Thursday, October 22, 2009

The Grassroots Organizers' Perfect Storm - The Fight For Paid Sick Leave

Grassroots groups stir the pot of human understanding. They fuel the awareness about why forty percent or more of hourly workers nationally are left outside the door of paid sick leave. Social change cannot occur without the inclusion of the disempowered workers who people the realms of the disposable employees are who are cast aside when illness overcomes the will to work.

Collectively, we as a society are no more powerful than the weakest among us. Some studies show that more than sixty percent of Americans workers receive paid sick leave. These of course are the workers who people the union roles or the ranks of the salaried employees. The forty percent or more in the ranks of the unpaid sick days remain dependent on grassroots advocacy groups such as 9-5 Women, Acorn, Citizen's Project, and Youth United for Work, JwJ as well as numerous other in the trenches organizations across the United States.

This state by state organizing is interminably slow with paid medical leave advances most prominently displayed in San Francisco, Milwaukee, and Washington D.C. In the case of Youth United in San Francisco, California, does regional culture influence the paid sick leave legislation which occurred? This legislative change is born in a state with a historic tendency to support paid leave for its workers. On a national state ranking system, California is among the most highly ranked and graded at B with no state earning an A. The ranking results from the quantity of paid leave allocated to workers. States such as Colorado rank at the C/D level due to the dearth of medical leave policy to democratize paid sick leave. Now, the city by city approach to change is moving to a country-wide effort to support the health initiative lead by Senator Kennedy.

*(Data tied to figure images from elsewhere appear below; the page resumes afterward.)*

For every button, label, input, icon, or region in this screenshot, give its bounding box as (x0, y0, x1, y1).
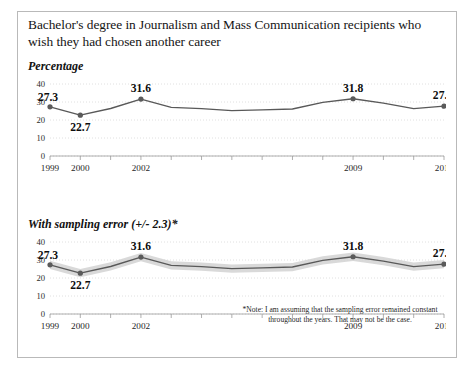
x-axis-tick-label: 2000 (71, 163, 90, 173)
data-point-marker (350, 254, 355, 259)
y-axis-tick-label: 40 (36, 237, 45, 247)
chart-page: Bachelor's degree in Journalism and Mass… (0, 0, 475, 379)
data-point-label: 27.7 (433, 89, 446, 102)
data-point-marker (47, 262, 52, 267)
y-axis-tick-label: 10 (36, 133, 45, 143)
x-axis-tick-label: 2012 (435, 163, 446, 173)
x-axis-tick-label: 2009 (344, 163, 363, 173)
x-axis-tick-label: 2002 (132, 163, 151, 173)
x-axis-tick-label: 2000 (71, 321, 90, 331)
data-point-label: 27.3 (38, 249, 58, 262)
x-axis-tick-label: 1999 (41, 163, 60, 173)
data-point-marker (441, 104, 446, 109)
data-point-label: 31.6 (131, 240, 151, 253)
data-point-label: 31.8 (343, 240, 363, 253)
x-axis-tick-label: 2002 (132, 321, 151, 331)
data-point-marker (78, 271, 83, 276)
panel-label-sampling-error: With sampling error (+/- 2.3)* (28, 217, 177, 232)
data-point-marker (350, 96, 355, 101)
panel-label-percentage: Percentage (28, 59, 83, 74)
y-axis-tick-label: 20 (36, 115, 45, 125)
footnote-note: *Note: I am assuming that the sampling e… (228, 305, 452, 324)
y-axis-tick-label: 20 (36, 273, 45, 283)
page-title: Bachelor's degree in Journalism and Mass… (28, 17, 446, 50)
x-axis-tick-label: 1999 (41, 321, 60, 331)
data-point-label: 22.7 (70, 121, 90, 134)
y-axis-tick-label: 40 (36, 79, 45, 89)
data-point-marker (138, 255, 143, 260)
data-point-marker (78, 113, 83, 118)
data-point-label: 27.3 (38, 91, 58, 104)
data-point-marker (138, 97, 143, 102)
data-line (50, 99, 444, 115)
y-axis-tick-label: 0 (41, 151, 45, 161)
sampling-error-band (50, 253, 444, 278)
data-point-label: 31.8 (343, 82, 363, 95)
y-axis-tick-label: 0 (41, 309, 45, 319)
data-point-marker (47, 104, 52, 109)
y-axis-tick-label: 10 (36, 291, 45, 301)
chart-percentage: 0102030401999200020022009201227.322.731.… (28, 78, 446, 178)
data-point-label: 31.6 (131, 82, 151, 95)
data-point-label: 22.7 (70, 279, 90, 292)
data-point-label: 27.7 (433, 247, 446, 260)
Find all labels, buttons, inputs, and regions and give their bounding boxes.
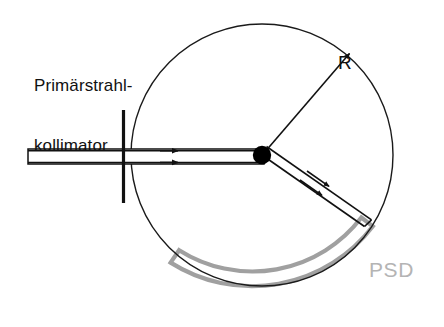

Organizations are on board to promote social change legislation for paid sick leave. One such organization whose national office is in Denver, Colorado is 9-5 Women which is part of a broad national network pushing for country-wide paid sick leave relief. Value Families at Work includes this description of 9-5's effort at broad-based reform.

In Colorado, 9 to 5 has built a work-family coalition that is engaged in grassroots organizing, media outreach, and building support for public education and state policy efforts to provide time off work to parents to attend children's school activities; and to guarantee workers paid sick days. The coalition also works to bring Colorado voices into national efforts to protect and expand FMLA, win paid sick days, and to include work-family issues in local community benefits campaigns. Colorado is powerfully positioned in view of its recent victory over the Ward Connerly funded initiative to undermine civil rights.

Acorn is another imminent grassroots organizer. Acorn boasts an extensive national network infrastructure.
With a posted membership of 400,000; the organization identifies 116 chapters through out the United States. The Wall Street Journal included this information about the work of Acorn.

Since 1970, ACORN has been building community organizations that are committed to social and economic justice, and won victories on thousands of issues of concern to our members, through direct action, negotiation, legislative advocacy and voter participation. ACORN helps those who have historically been locked out become powerful players in our democratic system.

With grass roots leaders at work, opponents of paid sick leave may have their hands more than full. The controversial effort continues.